On Wednesday (Dec. 11), Das celebrated Gita Jayanti, the day that many Hindus believe Lord Krishna spoke the words of the Bhagavad Gita to the Indian Prince Arjuna more than 5,000 years ago. The anniversary is especially revered by the more than 9 million members of ISKCON, the International Society for Krishna Consciousness, as the Hare Krishna organization is officially known. 

Nowadays, Das is a full-time Brahmacharya, or monk, living at ISKON’s Houston temple who spends his days chanting, dancing and praying with other yogis. And he is the one distributing the Bhagavad Gita.

“It’s become my law book,” he said. “It’s the law book for human life. By going out, we’re acting as representatives of the Lord, and we’re coming in contact with these persons who are on their journey of self discovery, their journey of reawakening, their love for Krishna.”



It’s estimated that than 500 million copies of the “Bhagavad Gita As It Is,” a translation of the ancient text by ISKCON’s founder, A.C. Bhaktivedanta Swami Prabhupada, have been passed out by devotees worldwide.
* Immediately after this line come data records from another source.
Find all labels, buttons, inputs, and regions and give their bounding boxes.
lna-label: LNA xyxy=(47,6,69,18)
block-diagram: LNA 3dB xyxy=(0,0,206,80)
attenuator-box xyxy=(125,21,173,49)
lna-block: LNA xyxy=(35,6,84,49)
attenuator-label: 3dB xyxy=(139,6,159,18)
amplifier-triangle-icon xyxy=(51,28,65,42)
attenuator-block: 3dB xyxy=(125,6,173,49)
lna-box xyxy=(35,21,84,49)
Prabhupada’s version emphasizes Bhakti, or devotion to Krishna, and the chanting of his name as the ultimate path to spiritual realization, as understood in the Gaudiya Vaishnava tradition of Hinduism. 

The Gita itself is a dialogue between Krishna and the warrior prince Arjuna in the midst of the Battle of Kurukshetra, which is also recounted in the ancient epic called the Mahabharata. Arjuna is paralyzed by moral doubts as he prepares to engage in a bloody war against friends, family and revered teachers. Krishna, serving as his charioteer, tells Arjuna, in 700 lines of verse, the importance of duty (dharma), the distinction between the body and the eternal soul (atma) and how to live a life of purpose and detachment.
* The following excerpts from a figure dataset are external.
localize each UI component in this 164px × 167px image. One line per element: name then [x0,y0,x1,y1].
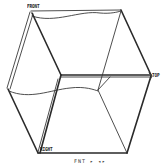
cube-edges-inner [9,11,127,153]
right-face-label[interactable]: RIGHT [40,146,52,152]
cube-edges-bottom [38,76,151,153]
top-face-label[interactable]: TOP [152,72,159,78]
cube-edges-left [7,12,61,153]
diagram-caption: FNT ▸ ◂▸ [74,158,106,164]
cube-wireframe [0,0,164,167]
cube-edges-top [31,10,151,77]
front-face-label[interactable]: FRONT [27,3,39,9]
This week ISKCON temples are hosting special events for the Gita. Das’ temple in Houston has a goal of distributing 4,500 copies of the book this month and recited its verses in Sanskrit all day Wednesday. 

In Potomac, Maryland, congregants at one of the oldest ISKCON houses of worship recited the entire text of Prabhupada’s translation over Zoom, a feat that takes almost three hours. The experience, says temple president Ananda Bloch, is “like a dip in a sacred river.”

Bloch was already a vegetarian, a reader of philosophy and a practitioner of yoga when she arrived as an immigrant from Ireland in the 1980s. But the book “answered all of my questions,” she said. “It’s offering guidance, it’s offering insights, and it’s just offering a way to negotiate the world and figure out how to live the best life.”

“The Gita is, on many levels, a very technical book about the different kinds of yogas one can practice in life, but it’s also very much an emotional book about Krishna, about Arjuna having his breakdown, about Krishna being there for him,” she said. “Today, we are reminded again how this book is a companion. It’s a friend, and should always be close by.”

Like many longtime devotees, Bloch has seen the burgeoning of ISKCON as an organization over the years, but as the Gita itself teaches, she said, coming to a loving, intimate relationship with Krishna is a choice one makes individually. Proselytizing, or forcing a devotion to God on others, she added, is not the goal of distributing it.

“Education is ultimately about the ability to make the right choices in life, the choices that help you grow spiritually, and that’s what the Bhagavad Gita is about,” she said. “It’s important to share this information with everybody in the world and anybody who’s interested, not in a mood of religious conversion, but in a mood of ‘This is really lived wisdom that can add something beautiful to your life.’”

Nikhil Trivedi, the priest at ISKCON’s very first temple, in New York City, said the tradition preaches that “our deepest pleasure comes not from possessing, but from giving; not in controlling, but in sharing. It lies in making meaningful contributions by serving others and connecting to each other and to God through reciprocation of love.”

Pioneers in celebrating Giya Jayanti in the U.S., the members of Trivedi’s temple have hosted a full recitation of the Gita every year by the temple’s Sunday school students, who are of all ages and backgrounds, a reminder, he said, that “we come from diverse cultural, ethnic and religious backgrounds, but we share in an enthusiasm for life that comes by knowing the happiness that is found within.”